Access control

This guide covers the Access class for checking permissions at runtime. You will learn how to:

  • Create an Access instance from a user or raw permission keys
  • Check whether a permission is allowed or denied
  • Scope permissions for API tokens

Overview

The Access class represents the resolved set of permissions for a specific user in a specific context. It takes raw permission strings (from the database), resolves aliases, removes inactive and unknown keys, and provides allows and denies methods for checking access.

You do not create Access instances directly. Instead, use the createAccess or createAccessFor methods on your Permissions instance.

Creating an Access instance

From a user

The most common approach is createAccessFor, which loads the user's permissions (from roles and direct assignments) and resolves them in one step.

import { permissions } from '#start/permissions'

const access = await permissions.createAccessFor(user)
access.allows('product.create') // true or false

The user must implement a getPermissions() method that returns a Promise<string[]>. Both the withRoles and withPermissions mixins provide this method.

From raw keys

For lower-level control, create an empty Access instance and populate it manually.

const access = permissions.createAccess()
access.use(['product.create', 'product.update', 'product.remove'])

The use method resolves aliases and filters out inactive and unknown keys before adding them to the resolved set.

Checking permissions

access.allows('product.create') // true
access.denies('billing.refund') // true

Both methods accept a permission key and return a boolean. Keys are type-safe and will be autocompleted by your editor.

Listing permissions

Use the permissions method to get all resolved permission keys.

access.permissions()
// ['product.create', 'product.update', 'product.delete']

Token scoping

When issuing API tokens, you may want to limit the token's capabilities to a subset of the user's permissions. The scopeTo method intersects the resolved permissions with the provided abilities, keeping only permissions present in both.

const access = await permissions.createAccessFor(user)

// User has: product.create, product.update, product.delete, billing.refund
// Token allows: product.create, product.update

access.scopeTo(['product.create', 'product.update'])

access.allows('product.create') // true
access.allows('product.delete') // false (not in token scope)
access.allows('billing.refund') // false (not in token scope)

The abilities passed to scopeTo are also resolved through the permission definition, so aliases and inactive keys are handled automatically.

Access instance methods

use
method

Loads raw permission strings, resolves aliases, filters out inactive and unknown keys, and adds the result to the resolved set.

access.use(['product.create', 'billing.refund'])
allows
method

Returns true if the permission key is in the resolved set.

access.allows('product.create')
denies
method

Returns true if the permission key is not in the resolved set.

access.denies('billing.refund')
scopeTo
method

Intersects the resolved set with the provided abilities. Only permissions present in both survive. Used for API token scoping.

access.scopeTo(['product.create', 'product.update'])
permissions
method

Returns all resolved active permission keys as an array.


WORK ORDER – Scan the material below for the word "JSON", then copy every line in which it appears.

DATA SUPPLIED –

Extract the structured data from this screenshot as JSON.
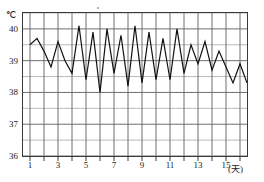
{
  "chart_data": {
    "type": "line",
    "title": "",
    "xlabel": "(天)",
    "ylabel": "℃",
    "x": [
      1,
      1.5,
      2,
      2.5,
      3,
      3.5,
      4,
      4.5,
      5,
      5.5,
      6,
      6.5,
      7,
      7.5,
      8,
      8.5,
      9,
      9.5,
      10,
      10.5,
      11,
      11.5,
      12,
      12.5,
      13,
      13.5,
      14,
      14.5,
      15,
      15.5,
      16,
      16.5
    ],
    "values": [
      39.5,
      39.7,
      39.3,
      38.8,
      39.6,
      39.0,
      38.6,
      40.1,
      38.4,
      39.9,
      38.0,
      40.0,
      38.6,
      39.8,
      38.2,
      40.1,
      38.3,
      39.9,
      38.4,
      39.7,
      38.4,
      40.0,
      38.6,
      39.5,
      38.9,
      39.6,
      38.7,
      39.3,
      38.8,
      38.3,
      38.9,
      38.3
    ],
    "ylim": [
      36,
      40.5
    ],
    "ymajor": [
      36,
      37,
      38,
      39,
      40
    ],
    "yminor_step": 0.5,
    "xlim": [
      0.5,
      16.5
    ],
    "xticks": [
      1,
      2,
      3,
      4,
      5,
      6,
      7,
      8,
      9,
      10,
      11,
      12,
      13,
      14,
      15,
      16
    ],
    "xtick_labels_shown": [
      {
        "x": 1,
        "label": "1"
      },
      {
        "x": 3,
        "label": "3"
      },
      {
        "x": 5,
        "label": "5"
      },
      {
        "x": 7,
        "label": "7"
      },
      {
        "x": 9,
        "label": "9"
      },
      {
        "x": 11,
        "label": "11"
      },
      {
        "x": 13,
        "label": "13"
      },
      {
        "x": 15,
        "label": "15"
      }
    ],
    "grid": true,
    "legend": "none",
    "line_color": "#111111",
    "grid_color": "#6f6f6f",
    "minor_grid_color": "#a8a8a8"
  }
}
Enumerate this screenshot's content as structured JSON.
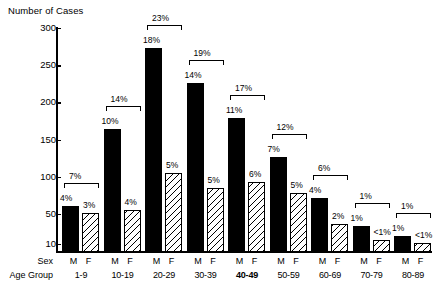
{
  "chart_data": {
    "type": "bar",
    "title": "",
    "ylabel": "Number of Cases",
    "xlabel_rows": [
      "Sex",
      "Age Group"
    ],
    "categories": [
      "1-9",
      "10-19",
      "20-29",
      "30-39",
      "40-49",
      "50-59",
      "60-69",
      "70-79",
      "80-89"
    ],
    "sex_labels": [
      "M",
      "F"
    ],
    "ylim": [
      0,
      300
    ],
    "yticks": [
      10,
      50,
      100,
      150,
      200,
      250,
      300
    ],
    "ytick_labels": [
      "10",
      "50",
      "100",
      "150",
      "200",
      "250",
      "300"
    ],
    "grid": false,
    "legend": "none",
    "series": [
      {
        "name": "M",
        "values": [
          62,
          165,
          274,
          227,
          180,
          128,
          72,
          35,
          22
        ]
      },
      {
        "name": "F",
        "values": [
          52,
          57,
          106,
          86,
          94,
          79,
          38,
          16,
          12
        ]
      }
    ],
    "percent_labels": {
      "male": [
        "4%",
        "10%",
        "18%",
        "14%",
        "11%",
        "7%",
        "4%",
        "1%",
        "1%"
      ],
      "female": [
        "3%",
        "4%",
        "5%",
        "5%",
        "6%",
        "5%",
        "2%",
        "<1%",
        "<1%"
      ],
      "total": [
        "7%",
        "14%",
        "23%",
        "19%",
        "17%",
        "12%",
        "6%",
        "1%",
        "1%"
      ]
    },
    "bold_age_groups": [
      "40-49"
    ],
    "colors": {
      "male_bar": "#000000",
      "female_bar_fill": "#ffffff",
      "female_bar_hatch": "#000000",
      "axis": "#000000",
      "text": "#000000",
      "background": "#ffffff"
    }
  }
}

RESULT FOR THIS EXERCISE –
Extract the structured data from this screenshot as JSON.
Enumerate this screenshot's content as structured JSON.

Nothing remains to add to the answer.